Sherrill E Grace's edition of his letters, Sursum Corda!, now completed with this second volume, is almost literally a monument. With 1700 pages, it contains about 1000 letters and manuscripts written from 1926 to 1957. It is certainly exhaustive, and sometimes exhausting. One does not quite get "Two pints Gold Top please", but had such a note survived it would duly be here, with a brief biographical sketch of the milkman.

This isn't just the good bits; it's everything. The collection conveys a sense of huge, squandered verbal energy. As Professor Grace points out, Lowry should have written more books and fewer letters. It also permits a growing familiarity. One is regaled by an almost palpable conversational style: fluent, allusive, button-holing, a desperate gin-fuelled geniality one step away from despair."Sursum corda" (lift up your hearts), was a favourite sign-off line of Lowry's, and there is something strangely uplifting about these letters, even if the uplift is more adrenal than spiritual.

On the surface this is a less picturesque period of Lowry's brief life. The first volume had a certain louche flair - Lowry the black sheep, the drifter, the literary barfly, the womaniser - and some vivid glimpses of his life in Mexico in the mid-1930s, the background of his masterpiece, Under the Volcano. We begin in 1946, with Under the Volcano completed and about to be published. Lowry is in his mid-thirties, settled happily if tempestuously with his second wife, the former Hollywood starlet Margerie Bonner. They are briefly in Haiti, but most of the time at the "beach shack" they owned at Dollarton on the coast of British Columbia.

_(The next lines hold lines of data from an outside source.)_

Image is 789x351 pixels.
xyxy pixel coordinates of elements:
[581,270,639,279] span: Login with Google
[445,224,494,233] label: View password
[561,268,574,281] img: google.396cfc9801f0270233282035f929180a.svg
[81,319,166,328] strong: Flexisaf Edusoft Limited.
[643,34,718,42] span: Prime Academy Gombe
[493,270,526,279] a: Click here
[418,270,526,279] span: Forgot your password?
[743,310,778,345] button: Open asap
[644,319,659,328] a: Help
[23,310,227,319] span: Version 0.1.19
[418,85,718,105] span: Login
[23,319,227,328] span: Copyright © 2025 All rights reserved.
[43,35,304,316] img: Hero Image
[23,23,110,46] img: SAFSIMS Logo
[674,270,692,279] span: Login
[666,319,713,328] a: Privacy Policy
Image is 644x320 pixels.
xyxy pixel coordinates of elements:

These Canadian years are full of literary struggle, financial difficulties, black-outs, injuries. Lowry found it increasingly difficult to crystallise his writing into printable form. Eddying drifts of half-formed ideas, synopses and treatment fill the letters. They will become the brooding, posthumous works like Dark as the Grave Wherein My friend is Laid. We catch them here still raw, attached to his own life. He maps out the mood of the story that became October Ferry to Gabriola: "I want to convey that it isn't alcoholism in the true sense but a kind of death, or half life". What he is conveying is his own life, not yet transliterated into fiction.

In 1954, Lowry left the Americasfor the last time. He was in bad shape physically and mentally. The following year, in London, he was hospitalised and wrote to his New York publisher, Albert Erskine: "the reaper is omnipresent but it is by no means grim for all that, in fact I spend most of my time shirtless on the cricket pitch in the dew".

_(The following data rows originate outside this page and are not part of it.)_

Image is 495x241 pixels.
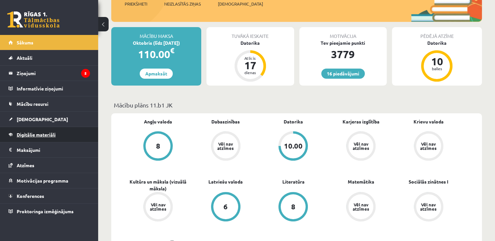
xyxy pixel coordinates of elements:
[343,118,380,125] a: Karjeras izglītība
[192,192,260,223] a: 6
[144,118,172,125] a: Angļu valoda
[299,40,387,46] div: Tev pieejamie punkti
[17,143,90,158] legend: Maksājumi
[170,46,174,55] span: €
[9,143,90,158] a: Maksājumi
[352,203,370,211] div: Vēl nav atzīmes
[111,27,201,40] div: Mācību maksa
[17,101,48,107] span: Mācību resursi
[164,1,201,7] span: Neizlasītās ziņas
[17,209,74,215] span: Proktoringa izmēģinājums
[9,204,90,219] a: Proktoringa izmēģinājums
[409,179,448,186] a: Sociālās zinātnes I
[124,192,192,223] a: Vēl nav atzīmes
[284,118,303,125] a: Datorika
[9,158,90,173] a: Atzīmes
[392,40,482,83] a: Datorika 10 balles
[321,69,365,79] a: 16 piedāvājumi
[299,46,387,62] div: 3779
[282,179,304,186] a: Literatūra
[114,101,479,110] p: Mācību plāns 11.b1 JK
[395,132,462,162] a: Vēl nav atzīmes
[17,55,32,61] span: Aktuāli
[9,50,90,65] a: Aktuāli
[149,203,167,211] div: Vēl nav atzīmes
[17,81,90,96] legend: Informatīvie ziņojumi
[81,69,90,78] i: 5
[240,60,260,71] div: 17
[17,193,44,199] span: Konferences
[17,66,90,81] legend: Ziņojumi
[427,56,447,67] div: 10
[259,132,327,162] a: 10.00
[211,118,240,125] a: Dabaszinības
[419,142,438,151] div: Vēl nav atzīmes
[327,132,395,162] a: Vēl nav atzīmes
[206,27,294,40] div: Tuvākā ieskaite
[9,35,90,50] a: Sākums
[240,71,260,75] div: dienas
[206,40,294,83] a: Datorika Atlicis 17 dienas
[140,69,173,79] a: Apmaksāt
[259,192,327,223] a: 8
[327,192,395,223] a: Vēl nav atzīmes
[17,178,68,184] span: Motivācijas programma
[111,46,201,62] div: 110.00
[392,40,482,46] div: Datorika
[419,203,438,211] div: Vēl nav atzīmes
[414,118,444,125] a: Krievu valoda
[352,142,370,151] div: Vēl nav atzīmes
[208,179,243,186] a: Latviešu valoda
[348,179,374,186] a: Matemātika
[240,56,260,60] div: Atlicis
[125,1,147,7] span: Priekšmeti
[392,27,482,40] div: Pēdējā atzīme
[9,81,90,96] a: Informatīvie ziņojumi
[427,67,447,71] div: balles
[156,143,160,150] div: 8
[17,40,33,45] span: Sākums
[9,189,90,204] a: Konferences
[291,204,295,211] div: 8
[217,142,235,151] div: Vēl nav atzīmes
[206,40,294,46] div: Datorika
[9,127,90,142] a: Digitālie materiāli
[9,66,90,81] a: Ziņojumi5
[17,132,56,138] span: Digitālie materiāli
[124,132,192,162] a: 8
[17,163,34,169] span: Atzīmes
[299,27,387,40] div: Motivācija
[223,204,228,211] div: 6
[9,173,90,188] a: Motivācijas programma
[284,143,303,150] div: 10.00
[17,116,68,122] span: [DEMOGRAPHIC_DATA]
[9,112,90,127] a: [DEMOGRAPHIC_DATA]
[111,40,201,46] div: Oktobris (līdz [DATE])
[395,192,462,223] a: Vēl nav atzīmes
[9,97,90,112] a: Mācību resursi
[192,132,260,162] a: Vēl nav atzīmes
[124,179,192,192] a: Kultūra un māksla (vizuālā māksla)
[218,1,263,7] span: [DEMOGRAPHIC_DATA]
[7,11,60,28] a: Rīgas 1. Tālmācības vidusskola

He delayed the reaper on this occasion too: this is a saga of self-destruction, but also brute strength. He died, aged 48, in a rented house in Sussex - "by misadventure" as the coroner found, by the ravages of chronic alcoholism in reality - in June 1957. His last letter is to the playwright Harvey Burt, enthusing about a recent trip to Grasmere. It ends with a plangent quotation from Wordsworth's Prelude: "Ye lowly cottages wherein we dwelt/A ministration of your own was ours".

This seems to be a marvellous summation of Lowry's richly errant life, among Mexican dives and Canadian shacks and all the other "lowly cottages" which he chose in preference to the comfortable mansions of his birth and class.